Tipsheet

Oh, So That’s How Fauci's Damning Emails Were Buried

Newly released documents by House Select Committee on the Coronavirus Pandemic reveal staff of Dr. Anthony Fauci and other top federal government health officials deliberately evaded Freedom of Information Act requests by misspelling words and using private email addresses. These tactics prompted FOIA requests for specific words and information to come back empty, despite dozens of emails existing with the terms and topics. 

The Committee wants to know more about how widespread this practice was within Fauci's agency and beyond. 

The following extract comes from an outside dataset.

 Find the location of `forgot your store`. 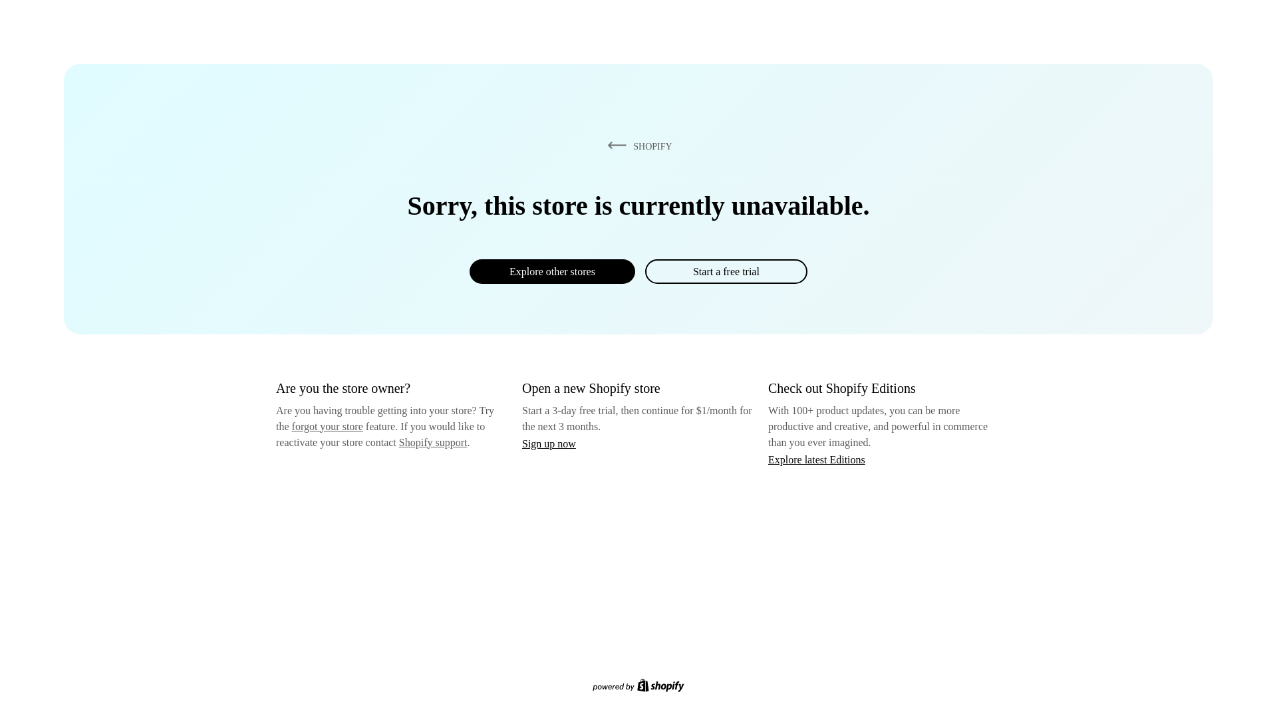

forgot your store is located at coordinates (327, 426).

With these revelations, Chairman Brad Wenstrup is demanding Fauci's private email accounts and cell phone records ahead of scheduled congressional testimony next week. 

"New evidence suggests that Dr. Fauci may have used his personal email account to communicate about official government business during the COVID-19 pandemic. In an email from Dr. Fauci’s Senior Advisor — Dr. David Morens — to disgraced EcoHealth Alliance, Inc. (EcoHealth) President Dr. Peter Daszak, Dr. Morens states 'I can either send stuff to Tony on his private gmail, or hand it to him at work…He is too smart to let colleagues send him stuff that could cause trouble,'" the Committee revealed. 

"In a separate email, Dr. Morens references a 'secret back channel' that he would use to communicate with Dr. Fauci outside the public eye. When asked about Dr. Fauci’s use of personal email to evade the Freedom of Information Act (FOIA), Dr. Morens concerningly testified 'I may have.' This new evidence raises additional, serious concerns about public health officials purposefully concealing information and behaving as if they are unaccountable to the American people they serve," the Committee continues. 

Further, Fauci was bribing and paying off scientists to discredit the lab leak theory to protect his connection to EcoHealth Alliance. EcoHealth Alliance was debarred last week and prohibited from receiving federal grant money after illegally conducting dangerous gain-of-function research at the Wuhan Institute of Virology.